In the second variant of Turkish nationalism—Turkish nationalism centered on state or plunder and redistribution (TNCPR)Footnote 5—the redistribution of physicians, the egalitarian moment of nationalism, is based on plunder and redistribution involving the threat of seizure (rescinding the new graduates’ certificates) in cases of noncompliance (to take up their posting as determined by geographical need).

The adherents of TNCPR are guided by a juridical vision in which problems can be surmounted by sovereign power (prohibition, imposition, deduction). The immediate implication of this is a kind of state-centered voluntarism that denies any impersonal or structural immunity to sovereign intervention. From this perspective, in which commodity exchange/economy does not have any autonomous reality, there is a general lack of any political economic understanding and thus of the uneven distribution of physicians. Consequently, the iniquity is individualized, reduced to a matter of morality, culture, and choice and attributed to selfish physicians lacking patriotism and avoiding self-sacrifice.

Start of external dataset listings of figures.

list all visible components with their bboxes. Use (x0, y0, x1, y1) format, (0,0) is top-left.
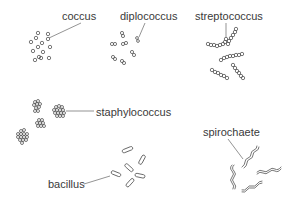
coccus-icon (29, 31, 51, 61)
bacillus-leader (84, 176, 110, 184)
coccus-leader (49, 23, 81, 38)
bacteria-diagram: coccus diplococcus streptococcus staphyl… (0, 0, 291, 206)
streptococcus-icon (206, 27, 244, 79)
staphylococcus-icon (17, 100, 66, 145)
spirochaete-leader (228, 139, 243, 159)
bacteria-illustrations (0, 0, 291, 206)
diplococcus-icon (110, 31, 139, 64)
bacillus-icon (111, 146, 146, 187)
diplococcus-leader (139, 23, 145, 37)
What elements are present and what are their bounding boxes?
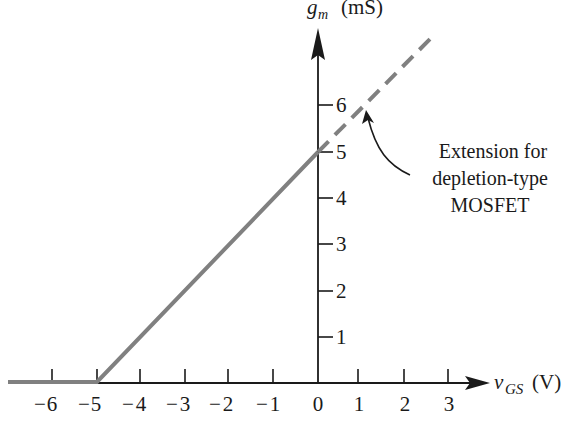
x-tick-label: 1 — [354, 392, 365, 416]
y-tick-label: 6 — [336, 93, 347, 117]
x-tick-label: 2 — [400, 392, 411, 416]
x-tick-label: 0 — [313, 392, 324, 416]
y-axis-label: g m (mS) — [307, 0, 383, 22]
svg-text:−: − — [209, 392, 221, 416]
x-tick-label: 3 — [180, 392, 191, 416]
x-tick-labels: − 6 − 5 − 4 − 3 − 2 − 1 0 1 2 3 — [34, 392, 454, 416]
x-tick-label: 4 — [136, 392, 147, 416]
x-tick-label: 2 — [223, 392, 234, 416]
x-ticks — [52, 369, 448, 383]
x-axis-label: v GS (V) — [494, 370, 561, 397]
y-label-main: g — [307, 0, 318, 19]
gm-vs-vgs-chart: − 6 − 5 − 4 − 3 − 2 − 1 0 1 2 3 1 2 3 4 … — [0, 0, 570, 423]
annotation-line: depletion-type — [432, 167, 548, 190]
y-tick-label: 2 — [336, 279, 347, 303]
x-tick-label: 6 — [47, 392, 58, 416]
y-axis — [311, 28, 325, 383]
annotation-text: Extension for depletion-type MOSFET — [432, 140, 548, 216]
y-tick-label: 4 — [336, 186, 347, 210]
x-tick-label: 3 — [444, 392, 455, 416]
annotation-line: Extension for — [439, 140, 548, 162]
svg-text:−: − — [78, 392, 90, 416]
annotation-arrow — [362, 110, 410, 175]
arrowhead-icon — [362, 110, 374, 124]
x-label-unit: (V) — [532, 370, 561, 394]
y-label-sub: m — [318, 7, 328, 22]
x-tick-label: 1 — [270, 392, 281, 416]
svg-text:−: − — [34, 392, 46, 416]
svg-text:−: − — [256, 392, 268, 416]
x-label-main: v — [494, 370, 504, 394]
y-tick-label: 5 — [336, 140, 347, 164]
y-label-unit: (mS) — [341, 0, 383, 19]
y-ticks — [318, 105, 333, 337]
svg-text:−: − — [122, 392, 134, 416]
svg-text:−: − — [166, 392, 178, 416]
x-tick-label: 5 — [91, 392, 102, 416]
y-tick-label: 3 — [336, 232, 347, 256]
series-solid — [8, 152, 318, 382]
y-tick-label: 1 — [336, 325, 347, 349]
x-label-sub: GS — [505, 381, 524, 397]
annotation-line: MOSFET — [451, 194, 530, 216]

TNCPR also has a normative component. The denial of impersonal/structural immunity to sovereign intervention is part of the normative investment made in a national imaginary that conceives of social reality as a transparent moral universe encompassing all actions (exchanges, transactions, etc.). Recognizing commodity exchange or market as an impersonal level of reality, and thus working through the impersonal, self-interested subjectivities of the market to have an influence on it, would be in conflict with this national imagination and its subjectivities. This does not imply a struggle against the impersonal order of market relations but is rather indifference to it and thus implicit compromise and nonconfrontation.Footnote 6

The culturalist voluntarism inherent to TNCPR has two interrelated implications for policy formulation. First, devoid of any political economic perspective, its adherents seek to solve the problem of the moment without longer-term calculations of whether the short-term solution would result in a middle- or long-term, say, decrease of students in medical schools, acceleration of the emigration of physicians, or increase of the resignation of physicians employed by the Ministry. Second, TNCPR adherents design CPS laws not only as a distribution remedy but also as an instrument of punishing culturally spoiled and ethically empty physicians. This manifests an anti-intellectualist ressentiment expressed, for example, in attempts to set the duration of CPS as long as possible, not at an optimum period; in the unwillingness to encourage the physicians to be subjected to compulsory public service laws with incentives and extra payments; in the insults targeting physicians as unpatriotic; and in the proposals ranging from seizure of the certificates of the newly qualified physicians not fulfilling CPS to the denaturalization of Turkish physicians working abroad.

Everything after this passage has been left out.